> [To do]: Return the records as they stand. No picture is to be included.

> [Source data]:
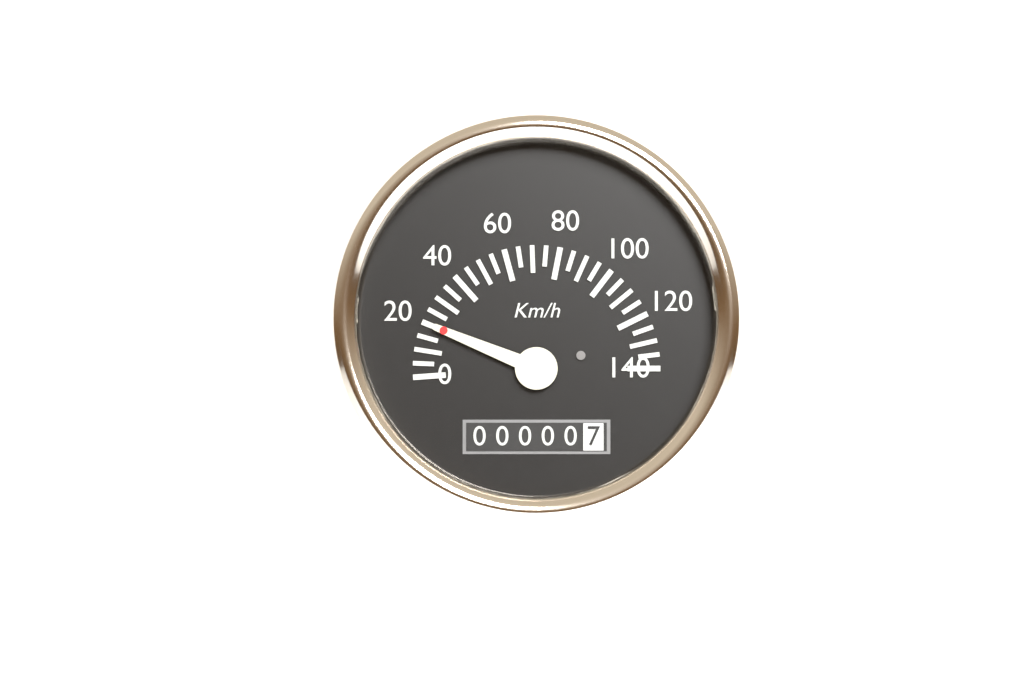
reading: 20 km/h
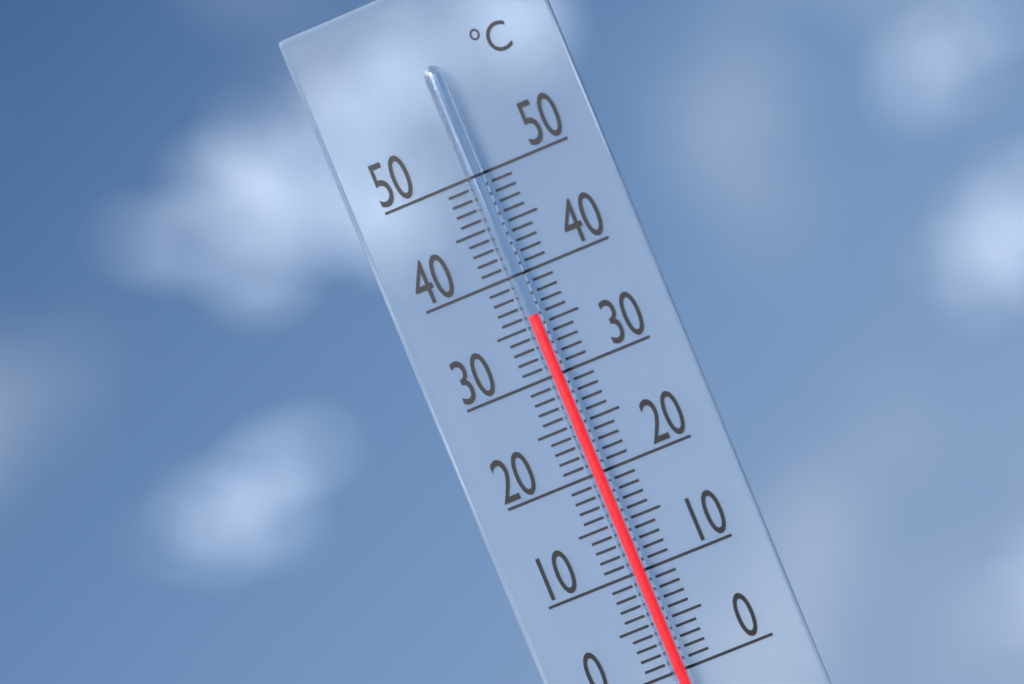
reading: 36 °C
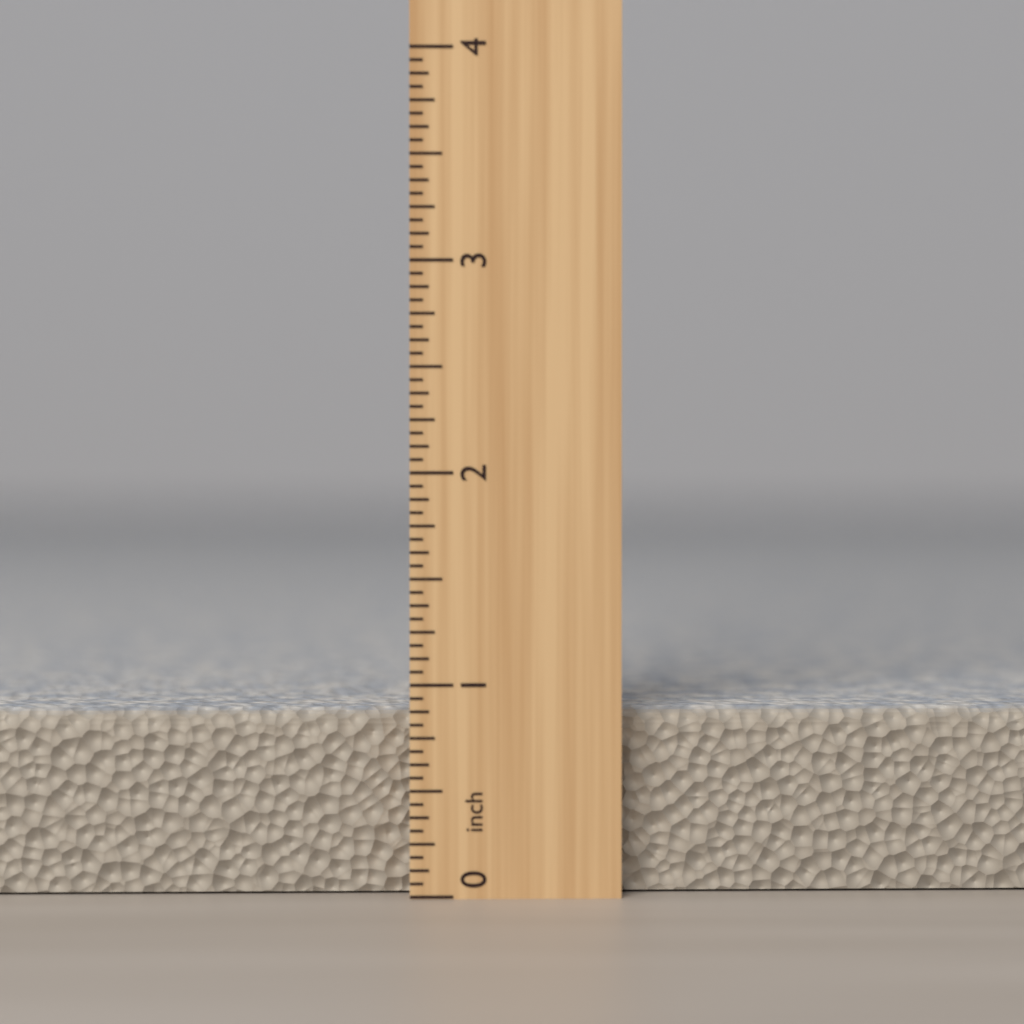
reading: 0.8750 inch
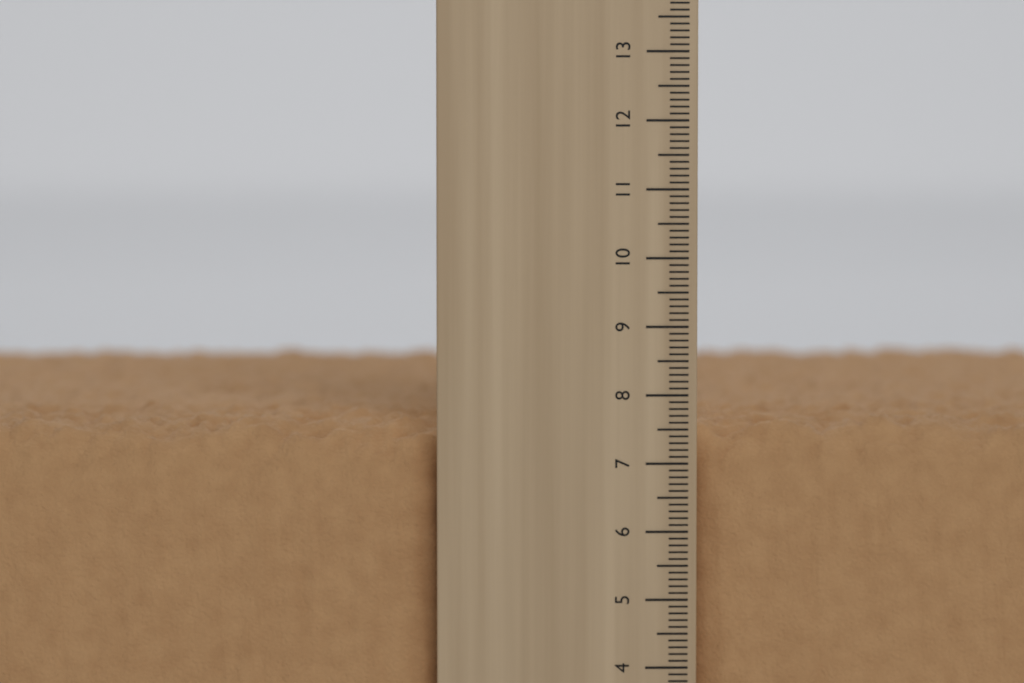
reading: 7.7 cm
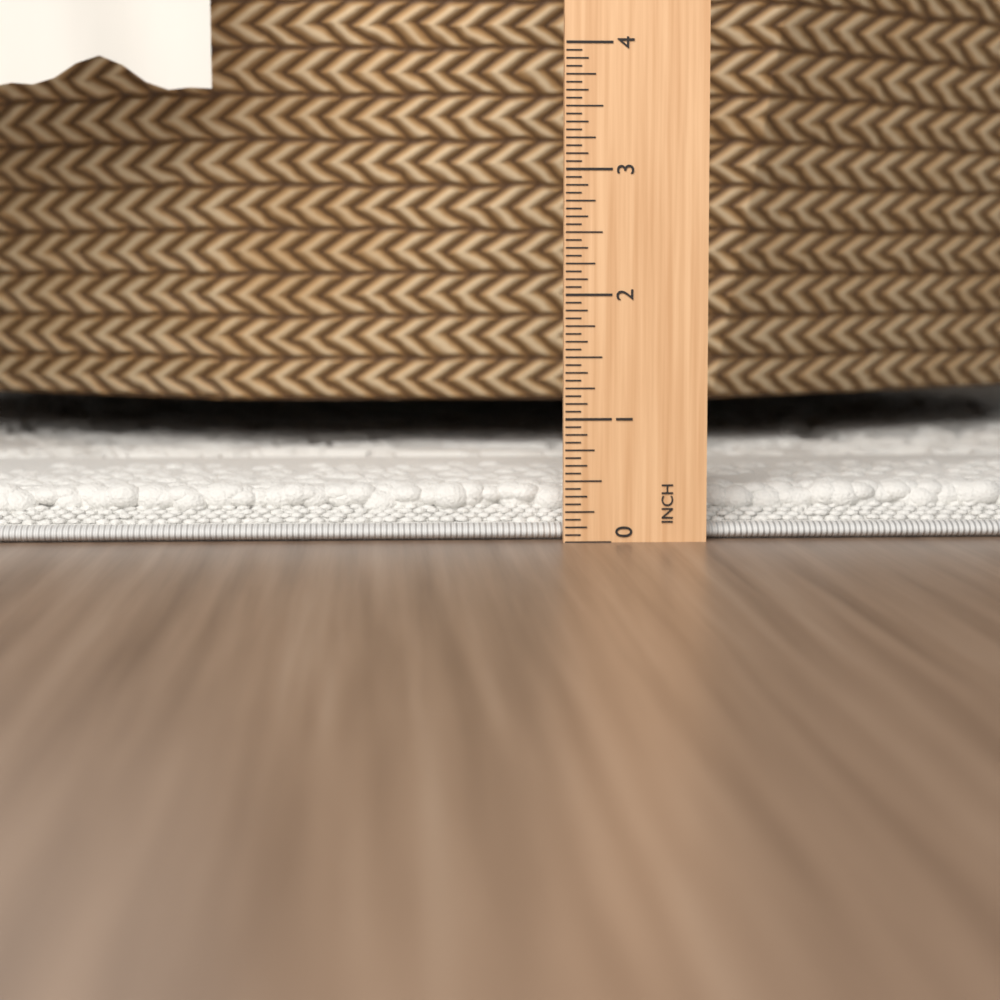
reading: 0.4375 in
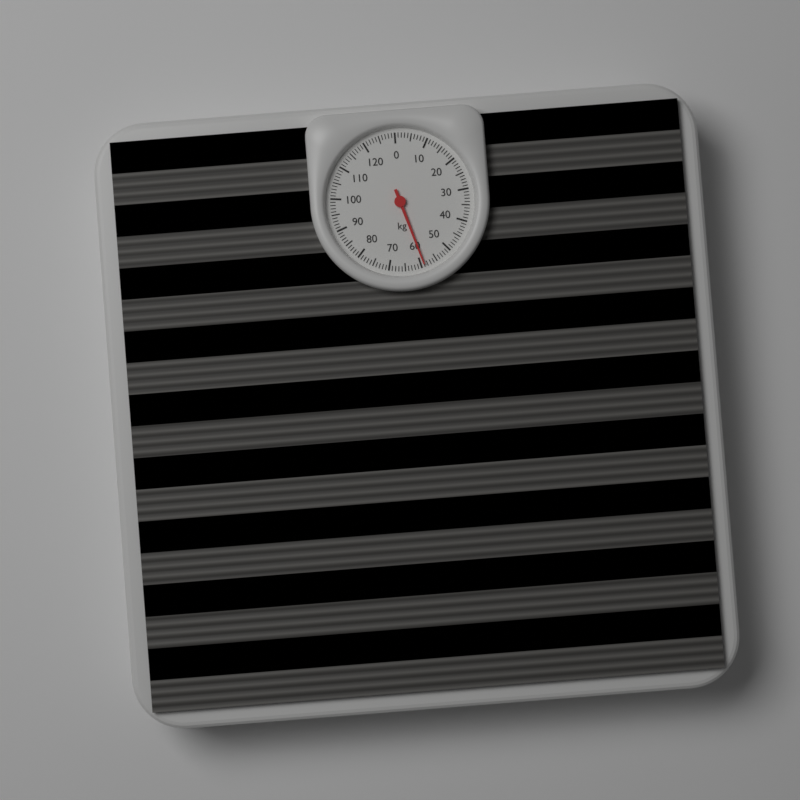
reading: 59 kg
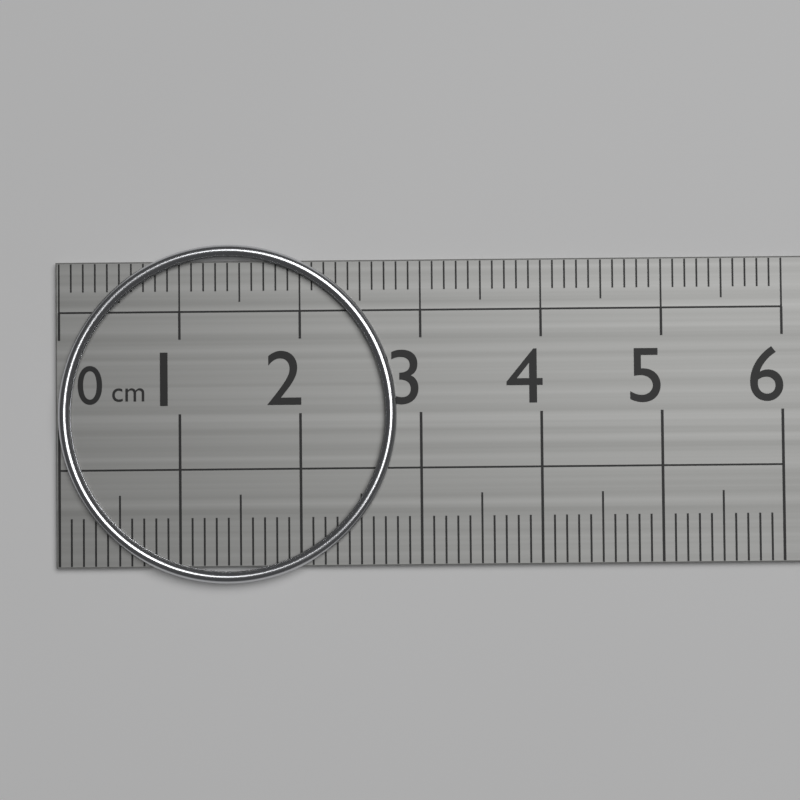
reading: 2.8 cm
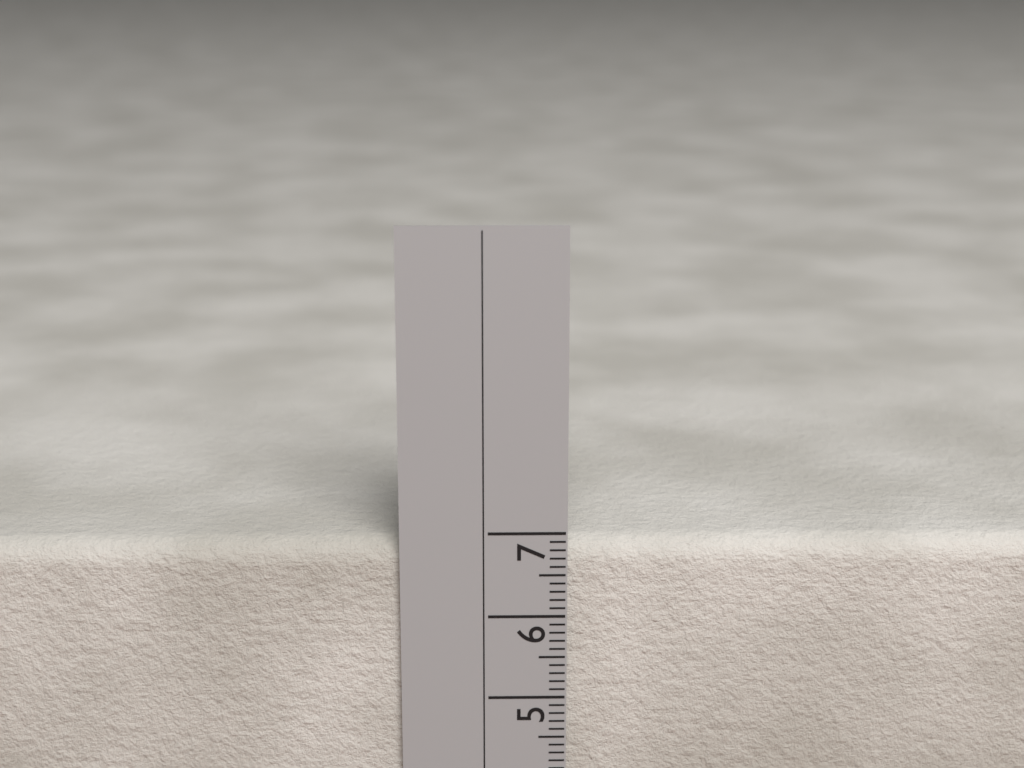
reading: 6.9 cm
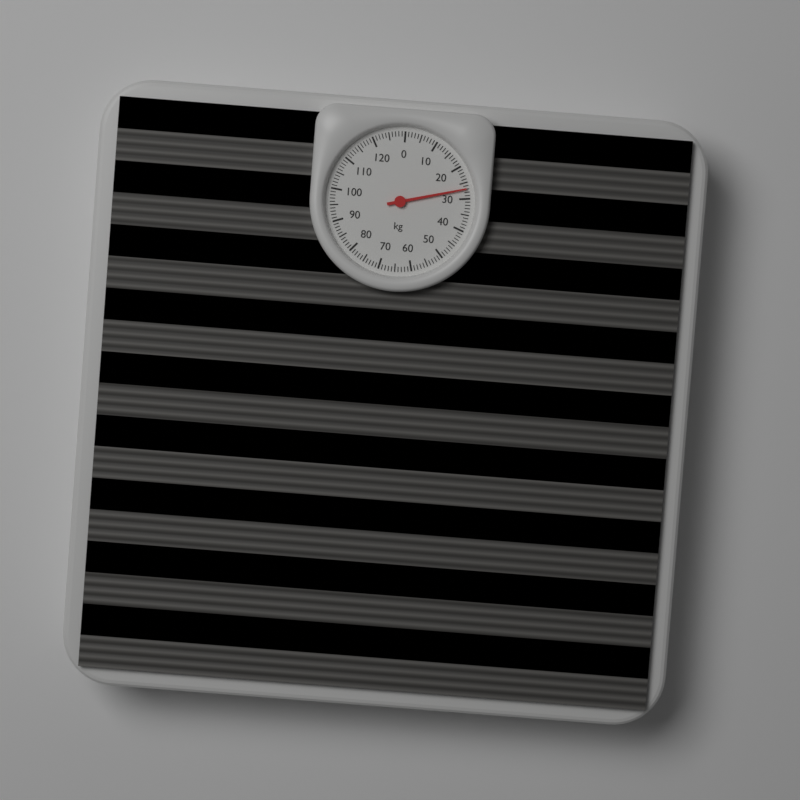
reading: 27 kg
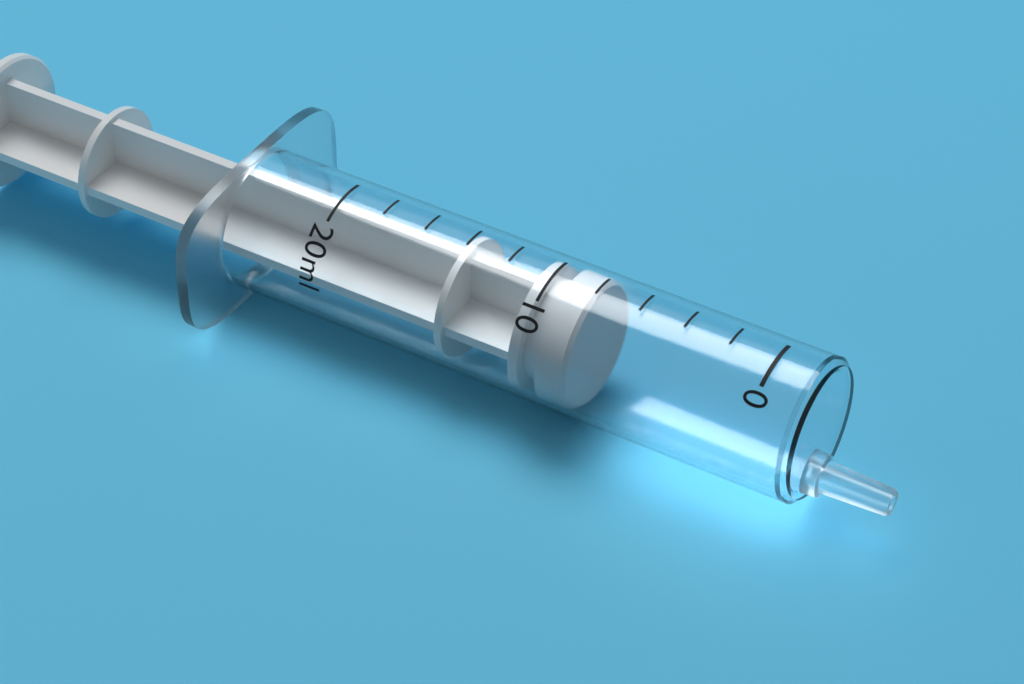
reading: 8 ml
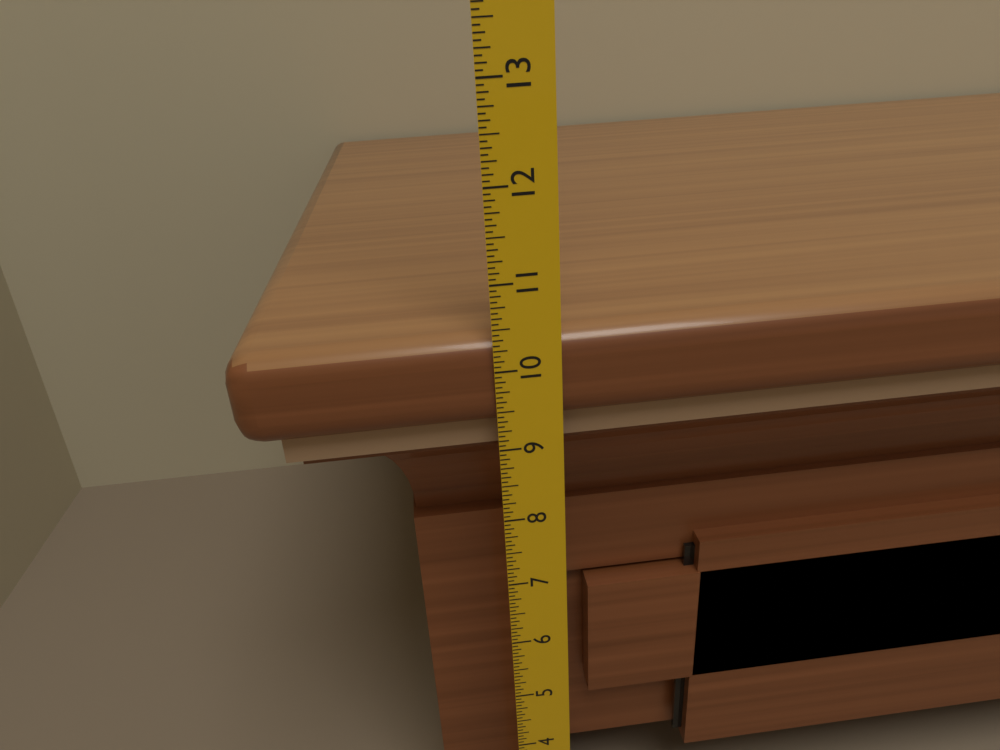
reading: 10.3750 in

> [Problem solution]:
reading: 20 km/h
reading: 36 °C
reading: 0.8750 inch
reading: 7.7 cm
reading: 0.4375 in
reading: 59 kg
reading: 2.8 cm
reading: 6.9 cm
reading: 27 kg
reading: 8 ml
reading: 10.3750 in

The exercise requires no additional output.